Under the circ.u.mstances the theatre idea is a good one. It will distract their minds. I have selected a suitable play, and you will chaperon. The teachers who have been here before will be needed to a.s.sist me with certain preliminary arrangements to-night. Moreover, you seem to be cheerful, and at present the young ladies need to be inoculated with cheerfulness. Be very careful, however, to be dignified first and cheerful afterward. Remember, however young you may look or feel, you are a teacher with responsibility upon your shoulders. You must make the pupils understand that you cannot be overrun, even though you are young.
Unless you take a very wise stand from the first your position will be difficult and you will be of no value to us. Be reasonable but uncompromising."

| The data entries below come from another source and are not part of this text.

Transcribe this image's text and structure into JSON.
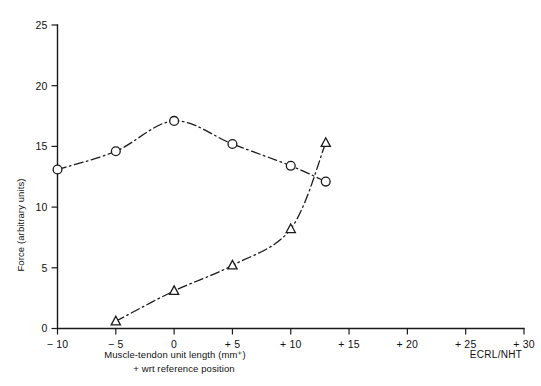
{
  "chart_data": {
    "type": "line",
    "title": "",
    "xlabel": "Muscle-tendon unit length (mm⁺)",
    "xlabel_note": "+ wrt reference position",
    "ylabel": "Force (arbitrary units)",
    "corner_annotation": "ECRL/NHT",
    "xlim": [
      -10,
      30
    ],
    "ylim": [
      0,
      25
    ],
    "xticks": [
      -10,
      -5,
      0,
      5,
      10,
      15,
      20,
      25,
      30
    ],
    "xtick_labels": [
      "− 10",
      "− 5",
      "0",
      "+ 5",
      "+ 10",
      "+ 15",
      "+ 20",
      "+ 25",
      "+ 30"
    ],
    "yticks": [
      0,
      5,
      10,
      15,
      20,
      25
    ],
    "ytick_labels": [
      "0",
      "5",
      "10",
      "15",
      "20",
      "25"
    ],
    "grid": false,
    "legend": "none",
    "line_style": "dash-dot",
    "line_color": "#1a1a1a",
    "background_color": "#ffffff",
    "series": [
      {
        "name": "circle-series",
        "marker": "circle",
        "x": [
          -10,
          -5,
          0,
          5,
          10,
          13
        ],
        "values": [
          13.1,
          14.6,
          17.1,
          15.2,
          13.4,
          12.1
        ]
      },
      {
        "name": "triangle-series",
        "marker": "triangle",
        "x": [
          -5,
          0,
          5,
          10,
          13
        ],
        "values": [
          0.6,
          3.1,
          5.2,
          8.2,
          15.3
        ]
      }
    ]
  }
}
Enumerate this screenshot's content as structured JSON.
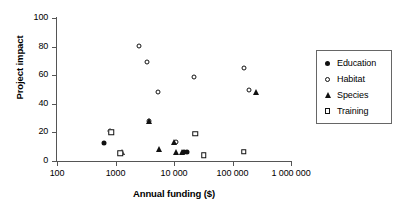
{
  "chart_data": {
    "type": "scatter",
    "title": "",
    "xlabel": "Annual funding ($)",
    "ylabel": "Project impact",
    "xscale": "log",
    "xlim": [
      100,
      1000000
    ],
    "ylim": [
      0,
      100
    ],
    "xticks": [
      "100",
      "1000",
      "10000",
      "100000",
      "1000000"
    ],
    "xtick_values": [
      100,
      1000,
      10000,
      100000,
      1000000
    ],
    "xtick_labels_display": [
      "100",
      "1000",
      "10 000",
      "100 000",
      "1 000 000"
    ],
    "yticks": [
      "0",
      "20",
      "40",
      "60",
      "80",
      "100"
    ],
    "ytick_values": [
      0,
      20,
      40,
      60,
      80,
      100
    ],
    "grid": false,
    "legend_position": "right",
    "series": [
      {
        "name": "Education",
        "marker": "filled-circle",
        "color": "#111111",
        "points": [
          {
            "x": 630,
            "y": 12.5
          },
          {
            "x": 15000,
            "y": 6.5
          },
          {
            "x": 16500,
            "y": 6.5
          }
        ]
      },
      {
        "name": "Habitat",
        "marker": "open-circle",
        "color": "#111111",
        "points": [
          {
            "x": 820,
            "y": 21
          },
          {
            "x": 2500,
            "y": 80.5
          },
          {
            "x": 3400,
            "y": 69.5
          },
          {
            "x": 5400,
            "y": 48
          },
          {
            "x": 3800,
            "y": 28
          },
          {
            "x": 11000,
            "y": 13
          },
          {
            "x": 22000,
            "y": 59
          },
          {
            "x": 160000,
            "y": 65
          },
          {
            "x": 190000,
            "y": 50
          }
        ]
      },
      {
        "name": "Species",
        "marker": "filled-triangle",
        "color": "#111111",
        "points": [
          {
            "x": 1300,
            "y": 6
          },
          {
            "x": 3800,
            "y": 28
          },
          {
            "x": 5500,
            "y": 8.5
          },
          {
            "x": 10000,
            "y": 13.5
          },
          {
            "x": 11000,
            "y": 6.5
          },
          {
            "x": 13500,
            "y": 6.5
          },
          {
            "x": 250000,
            "y": 48
          }
        ]
      },
      {
        "name": "Training",
        "marker": "open-square",
        "color": "#111111",
        "points": [
          {
            "x": 850,
            "y": 20
          },
          {
            "x": 1200,
            "y": 5.5
          },
          {
            "x": 23000,
            "y": 19
          },
          {
            "x": 32000,
            "y": 4
          },
          {
            "x": 155000,
            "y": 6.5
          }
        ]
      }
    ]
  },
  "legend": {
    "items": [
      {
        "label": "Education",
        "marker": "filled-circle"
      },
      {
        "label": "Habitat",
        "marker": "open-circle"
      },
      {
        "label": "Species",
        "marker": "filled-triangle"
      },
      {
        "label": "Training",
        "marker": "open-square"
      }
    ]
  }
}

Belinda had been listening attentively. Already she began to hear the whirring of wheels within wheels in this work of hers, began to understand that in city private-school life "face" must be preserved as religiously as in Chinese ceremonial circles; but she recognised in Miss Lucilla a woman who understood her problem, and she found this middle-aged spinster, with the keen eyes, the Roman nose, the firm lips, and the grande-dame manner, interesting.
"How many girls will go?" she asked meekly.
"Twelve."
Belinda gasped. Twelve strange, homesick girls! She wondered if they would all be as big as the two with Miss Emmeline.
"The theatre is the Garrick. You will start at five minutes of eight."
Miss Lucilla turned to her desk. The interview was finished. No one ever lingered after Miss Lucilla had said her say.
Belinda went back to her room. On the way she met Miss Barnes.
"Where is the Garrick Theatre?" she inquired.